In principle you are correct. But in practice, renicing a process to the highest priority is the most efficient tactic for keeping it running on a single CPU as continuously as possible while not disrupting the rest of the system (see man sched_setscheduler on why). There's also taskset, which actually influences processor affinity (which is what you are talking about), but that doesn't have much practical use for this particular case. In fact, if you want your process to run on a CPU core as continuously as possible (and you're not fussy about which exact core it is, which I don't see why the OP would be), then you want the OS scheduler to switch the process to a different core for the very rare case when this is more efficient. Thus, setting processor affinity would do more harm than good.


All dogma is stupid.

In reply to Re^3: use dual-core or quad-core by tirwhan
in thread use dual-core or quad-core by baxy77bax

Title:
Use:  <p> text here (a paragraph) </p>
and:  <code> code here </code>
to format your post, it's "PerlMonks-approved HTML":



  • Posts are HTML formatted.

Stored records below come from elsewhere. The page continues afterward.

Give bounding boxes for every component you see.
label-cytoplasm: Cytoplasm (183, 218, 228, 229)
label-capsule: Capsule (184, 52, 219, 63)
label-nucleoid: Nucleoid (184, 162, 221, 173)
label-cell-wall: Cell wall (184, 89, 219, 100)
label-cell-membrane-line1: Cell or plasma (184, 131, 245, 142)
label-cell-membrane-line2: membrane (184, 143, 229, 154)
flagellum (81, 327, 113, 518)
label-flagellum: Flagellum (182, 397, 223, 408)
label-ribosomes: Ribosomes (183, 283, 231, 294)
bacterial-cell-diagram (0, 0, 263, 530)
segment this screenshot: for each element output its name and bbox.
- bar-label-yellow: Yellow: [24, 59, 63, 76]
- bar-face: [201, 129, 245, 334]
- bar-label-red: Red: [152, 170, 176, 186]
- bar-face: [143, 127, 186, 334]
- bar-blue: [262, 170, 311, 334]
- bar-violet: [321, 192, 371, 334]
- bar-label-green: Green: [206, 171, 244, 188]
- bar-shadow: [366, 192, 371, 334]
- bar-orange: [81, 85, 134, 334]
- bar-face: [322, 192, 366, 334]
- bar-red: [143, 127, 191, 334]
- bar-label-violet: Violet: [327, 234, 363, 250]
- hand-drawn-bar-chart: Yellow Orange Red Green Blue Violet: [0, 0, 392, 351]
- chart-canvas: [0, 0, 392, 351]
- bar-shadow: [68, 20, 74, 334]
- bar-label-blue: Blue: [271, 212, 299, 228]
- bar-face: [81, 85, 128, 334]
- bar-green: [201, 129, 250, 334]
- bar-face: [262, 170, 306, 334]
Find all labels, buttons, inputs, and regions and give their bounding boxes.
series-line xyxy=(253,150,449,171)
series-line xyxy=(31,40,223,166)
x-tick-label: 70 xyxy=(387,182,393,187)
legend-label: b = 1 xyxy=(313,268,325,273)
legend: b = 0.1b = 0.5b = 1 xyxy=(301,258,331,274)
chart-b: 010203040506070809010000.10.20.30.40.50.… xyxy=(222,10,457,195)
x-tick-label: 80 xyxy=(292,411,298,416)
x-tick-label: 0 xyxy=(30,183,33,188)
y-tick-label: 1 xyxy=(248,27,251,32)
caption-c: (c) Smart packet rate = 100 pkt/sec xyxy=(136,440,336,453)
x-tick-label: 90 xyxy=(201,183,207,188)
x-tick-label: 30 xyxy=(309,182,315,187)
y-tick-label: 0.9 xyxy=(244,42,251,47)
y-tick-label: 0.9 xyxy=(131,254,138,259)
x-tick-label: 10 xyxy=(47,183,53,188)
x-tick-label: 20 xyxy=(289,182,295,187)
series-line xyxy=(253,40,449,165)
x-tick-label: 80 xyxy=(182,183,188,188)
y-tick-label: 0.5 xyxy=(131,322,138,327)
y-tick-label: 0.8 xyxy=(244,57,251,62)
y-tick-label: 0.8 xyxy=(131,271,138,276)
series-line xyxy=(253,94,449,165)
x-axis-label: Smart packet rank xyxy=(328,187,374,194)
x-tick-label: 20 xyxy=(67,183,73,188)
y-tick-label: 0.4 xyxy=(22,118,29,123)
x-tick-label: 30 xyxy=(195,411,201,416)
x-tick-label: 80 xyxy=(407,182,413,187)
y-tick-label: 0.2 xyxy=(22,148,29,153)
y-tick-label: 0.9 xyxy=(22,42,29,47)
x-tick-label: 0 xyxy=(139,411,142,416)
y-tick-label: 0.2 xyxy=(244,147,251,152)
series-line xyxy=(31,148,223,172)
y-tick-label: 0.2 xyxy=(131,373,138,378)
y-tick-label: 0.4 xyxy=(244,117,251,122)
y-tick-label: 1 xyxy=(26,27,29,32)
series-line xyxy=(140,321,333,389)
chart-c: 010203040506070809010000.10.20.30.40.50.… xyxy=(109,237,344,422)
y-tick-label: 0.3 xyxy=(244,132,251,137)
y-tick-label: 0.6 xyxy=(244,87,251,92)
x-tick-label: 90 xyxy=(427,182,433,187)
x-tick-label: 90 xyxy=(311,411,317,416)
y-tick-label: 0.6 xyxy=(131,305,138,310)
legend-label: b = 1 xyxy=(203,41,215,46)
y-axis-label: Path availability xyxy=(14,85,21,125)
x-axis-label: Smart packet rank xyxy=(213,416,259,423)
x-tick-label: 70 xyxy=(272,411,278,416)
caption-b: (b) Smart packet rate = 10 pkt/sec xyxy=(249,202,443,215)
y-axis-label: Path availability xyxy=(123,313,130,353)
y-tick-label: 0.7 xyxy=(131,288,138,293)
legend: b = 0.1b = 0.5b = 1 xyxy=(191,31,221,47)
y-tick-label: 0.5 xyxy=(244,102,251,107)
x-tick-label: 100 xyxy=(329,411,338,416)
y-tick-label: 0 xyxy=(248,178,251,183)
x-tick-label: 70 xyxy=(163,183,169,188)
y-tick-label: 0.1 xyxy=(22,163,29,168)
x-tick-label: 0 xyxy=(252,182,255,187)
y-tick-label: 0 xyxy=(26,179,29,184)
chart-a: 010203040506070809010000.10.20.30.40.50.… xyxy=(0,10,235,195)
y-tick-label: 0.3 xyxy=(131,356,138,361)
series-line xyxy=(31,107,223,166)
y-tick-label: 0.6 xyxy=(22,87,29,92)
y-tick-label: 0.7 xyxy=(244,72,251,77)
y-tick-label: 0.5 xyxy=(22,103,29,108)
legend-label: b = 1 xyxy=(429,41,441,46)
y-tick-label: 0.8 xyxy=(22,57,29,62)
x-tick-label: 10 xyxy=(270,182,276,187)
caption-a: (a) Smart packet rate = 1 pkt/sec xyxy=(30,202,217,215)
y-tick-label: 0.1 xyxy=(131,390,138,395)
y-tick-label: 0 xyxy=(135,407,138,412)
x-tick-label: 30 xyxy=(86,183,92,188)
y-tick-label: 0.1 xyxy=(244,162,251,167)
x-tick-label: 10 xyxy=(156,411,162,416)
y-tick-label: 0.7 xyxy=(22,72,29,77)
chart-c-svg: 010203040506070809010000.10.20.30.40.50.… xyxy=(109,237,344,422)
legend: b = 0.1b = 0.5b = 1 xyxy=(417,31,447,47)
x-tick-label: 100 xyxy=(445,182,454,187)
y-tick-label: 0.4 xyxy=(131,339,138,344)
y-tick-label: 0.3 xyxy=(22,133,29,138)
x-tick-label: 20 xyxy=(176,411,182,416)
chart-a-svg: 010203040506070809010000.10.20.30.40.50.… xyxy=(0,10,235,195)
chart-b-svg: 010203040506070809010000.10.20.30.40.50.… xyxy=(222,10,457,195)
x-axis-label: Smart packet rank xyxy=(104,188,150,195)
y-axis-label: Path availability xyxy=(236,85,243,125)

Put <p> </p> tags around your paragraphs. Put <code> </code> tags around your code and data!
  • Titles consisting of a single word are discouraged, and in most cases are disallowed outright.
  • Read Where should I post X? if you're not absolutely sure you're posting in the right place.
  • Please read these before you post! —
  • Posts may use any of the Perl Monks Approved HTML tags:
    a, abbr, b, big, blockquote, br, caption, center, col, colgroup, dd, del, details, div, dl, dt, em, font, h1, h2, h3, h4, h5, h6, hr, i, ins, li, ol, p, pre, readmore, small, span, spoiler, strike, strong, sub, summary, sup, table, tbody, td, tfoot, th, thead, tr, tt, u, ul, wbr
  • You may need to use entities for some characters, as follows. (Exception: Within code tags, you can put the characters literally.)
            For:     Use:
    & &amp;
    < &lt;
    > &gt;
    [ &#91;
    ] &#93;
  • Link using PerlMonks shortcuts! What shortcuts can I use for linking?
  • See Writeup Formatting Tips and other pages linked from there for more info.